Sunday, July 14, 2013

The Least of These

     The picture shows her looking up to the heavens, hands outstretched as if in supplication, a semi-smile on her face, as though a prayer has been answered.  She is quoted as saying one word.  "Hallelujah."  This is Ann Coulter's one word response to the not guilty verdict in the George Zimmerman trial.  Yesterday, a Florida jury found him not guilty in the slaying of 17-year-old Trayvon Martin.

     There are others far more knowledgeable in the law than I who can speak to the legalities of this case. So I'd like to address the word choice of Ms. Coulter.  I don't presume that my vocation as a minister makes me an expert on God; far from it.  But I do know a little.  My masters degree includes the word "divinity," so I have done some study on the subject.

     "Hallelujah" is from Hebrew.  In grammatical terms it is an interjection.  According to the Merriam-Webster Dictionary, some of its synonyms are "glory be," "huzzah," "hooray," or "wahoo."  The actual definition is "Praise the Lord."  Ms. Coulter, perhaps you thought that you were merely offering a "wahoo" at the outcome of the trial.  Or maybe you actually were thanking God for what you consider an answered prayer.  I don't know.  But do you think that God and all the heavens are rejoicing that a grown man can kill a teenage boy with no consequences?  Praise God, praise the Lord?  Really?  

     In case you haven't read scripture (and I'm assuming that the scripture you would turn to, if you turn to it at all, is the Christian Bible) the God that I find there doesn't condone acts of oppression by the rich and the powerful against the innocent.  God sent prophets to warn the rich and the powerful that they were harming, destroying, the least powerful and the most marginalized in their world.  They didn't listen.  It didn't end well.  Not for them anyway.  

     Then remember that Jesus guy.  He spent a lot of time telling those in power that it was how they treated the "least of these" that mattered.  Their piety, their fancy prayers, their religiously right but spiritually empty rituals didn't mean anything if the least of these were allowed to suffer.  It was all loss if the least of these were oppressed, taken advantage of, or suffered violence just because those who made the rules thought their well-being mattered more than the least of these in their midst.  

     My faith tells me that Jesus was God incarnate.  But was Jesus rich or powerful?  Did Jesus have the advantage of belonging to the uppercrust of his society?  No.  Jesus was one of the least of these. He was born and lived and healed and taught and preached from the margins.  So God became flesh not as one who was powerful or at the top of society's ladder, but as one who was poor, homeless, at the bottom, the least.  

     Maybe, Ms. Coulter, you feel that as a white Conservative you now occupy the least of these status.  But as one white woman, who knows that the color of her skin gives her advantages over those of a different hue, to another, I say you're wrong.  Facts and statistics don't support that opinion.  Basic morality and decency doesn't support it.  Maybe your "hallelujah" means you think God has answered your prayer.  But I think God is grieving.  Grieving for the harm we cause one another.  Grieving at the violence we inflict without thought.  Grieving that the least of these still suffer while the powerful offer praise.

1 comment:

  1. I wrote a long comment but lost it! Suffice it to say our defense of the 14th amendment is also a defence of Christian ethics. You took on the latter; will DOJ take on the former? And on Ann, Anita Bryant and Phyllis Schlafly have their ideological clones and we have ours.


Copy each line of the entries beneath that contains the word "data".

▶ **Material for this exercise**:
..........
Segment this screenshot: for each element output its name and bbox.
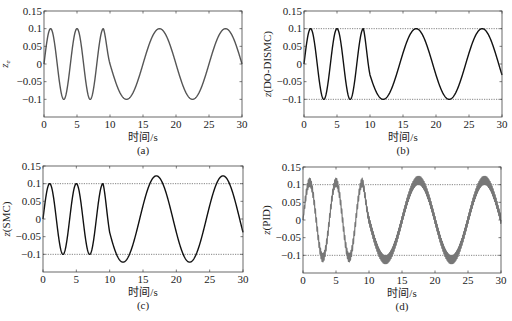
x-tick-label: 25 [464,118,476,130]
y-tick-label: −0.05 [16,230,42,242]
y-tick-label: 0.1 [27,177,41,189]
data-series-line [303,176,501,263]
y-tick-label: 0.15 [283,5,303,17]
panel-c: 051015202530−0.1−0.0500.050.10.15时间/s(c)… [0,160,249,313]
x-tick-label: 30 [497,118,509,130]
data-series-line [44,29,242,100]
x-axis-label: 时间/s [128,286,157,298]
y-tick-label: 0 [37,58,43,70]
x-tick-label: 30 [237,118,249,130]
data-series-line [304,29,502,100]
x-tick-label: 0 [40,273,46,285]
x-tick-label: 25 [204,118,216,130]
x-axis-label: 时间/s [387,287,416,299]
y-axis-label: ze [0,60,12,68]
panel-d: 051015202530−0.1−0.0500.050.10.15时间/s(d)… [260,161,507,314]
x-tick-label: 30 [238,273,250,285]
y-tick-label: −0.1 [21,248,41,260]
x-tick-label: 25 [463,274,475,286]
y-tick-label: 0 [36,213,42,225]
data-series-line [43,176,243,262]
y-tick-label: 0.05 [283,40,303,52]
x-tick-label: 5 [334,118,340,130]
x-tick-label: 30 [496,274,508,286]
y-tick-label: 0 [297,58,303,70]
y-tick-label: 0.15 [23,5,43,17]
x-tick-label: 20 [430,274,442,286]
y-axis-label: z(SMC) [0,201,13,237]
y-tick-label: 0.15 [22,160,42,172]
figure-canvas: 051015202530−0.1−0.0500.050.10.15时间/s(a)… [0,0,512,321]
axes-box [43,166,243,272]
panel-b: 051015202530−0.1−0.0500.050.10.15时间/s(b)… [261,5,508,158]
x-tick-label: 20 [431,118,443,130]
y-tick-label: 0.1 [288,22,302,34]
x-axis-label: 时间/s [128,131,157,143]
x-tick-label: 20 [171,118,183,130]
x-tick-label: 5 [333,274,339,286]
y-tick-label: −0.1 [22,93,42,105]
x-tick-label: 20 [171,273,183,285]
x-axis-label: 时间/s [388,131,417,143]
y-tick-label: 0.05 [23,40,43,52]
y-tick-label: 0.1 [287,178,301,190]
y-tick-label: −0.05 [276,231,302,243]
x-tick-label: 10 [105,118,117,130]
axes-box [304,11,502,117]
x-tick-label: 15 [397,274,409,286]
y-axis-label: z(DO-DISMC) [261,31,274,98]
y-tick-label: 0.05 [282,196,302,208]
x-tick-label: 10 [365,118,377,130]
y-tick-label: −0.05 [17,75,43,87]
y-tick-label: 0.1 [28,22,42,34]
x-tick-label: 10 [364,274,376,286]
y-tick-label: −0.1 [282,93,302,105]
y-tick-label: 0.15 [282,161,302,173]
x-tick-label: 0 [300,274,306,286]
y-tick-label: −0.05 [277,75,303,87]
y-tick-label: 0.05 [22,195,42,207]
panel-caption: (b) [397,144,410,157]
y-axis-label: z(PID) [260,205,273,236]
x-tick-label: 15 [138,273,150,285]
x-tick-label: 10 [104,273,116,285]
x-tick-label: 0 [301,118,307,130]
x-tick-label: 15 [138,118,150,130]
x-tick-label: 5 [74,273,80,285]
panel-caption: (a) [137,144,150,157]
y-tick-label: −0.1 [281,249,301,261]
y-tick-label: 0 [296,214,302,226]
panel-caption: (d) [396,300,409,313]
panel-a: 051015202530−0.1−0.0500.050.10.15时间/s(a)… [0,5,248,158]
x-tick-label: 0 [41,118,47,130]
x-tick-label: 15 [398,118,410,130]
panel-caption: (c) [137,299,150,312]
x-tick-label: 25 [204,273,216,285]
x-tick-label: 5 [74,118,80,130]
..........
▶ **Task answer**:
data-series-line [303,176,501,263]
data-series-line [44,29,242,100]
data-series-line [304,29,502,100]
data-series-line [43,176,243,262]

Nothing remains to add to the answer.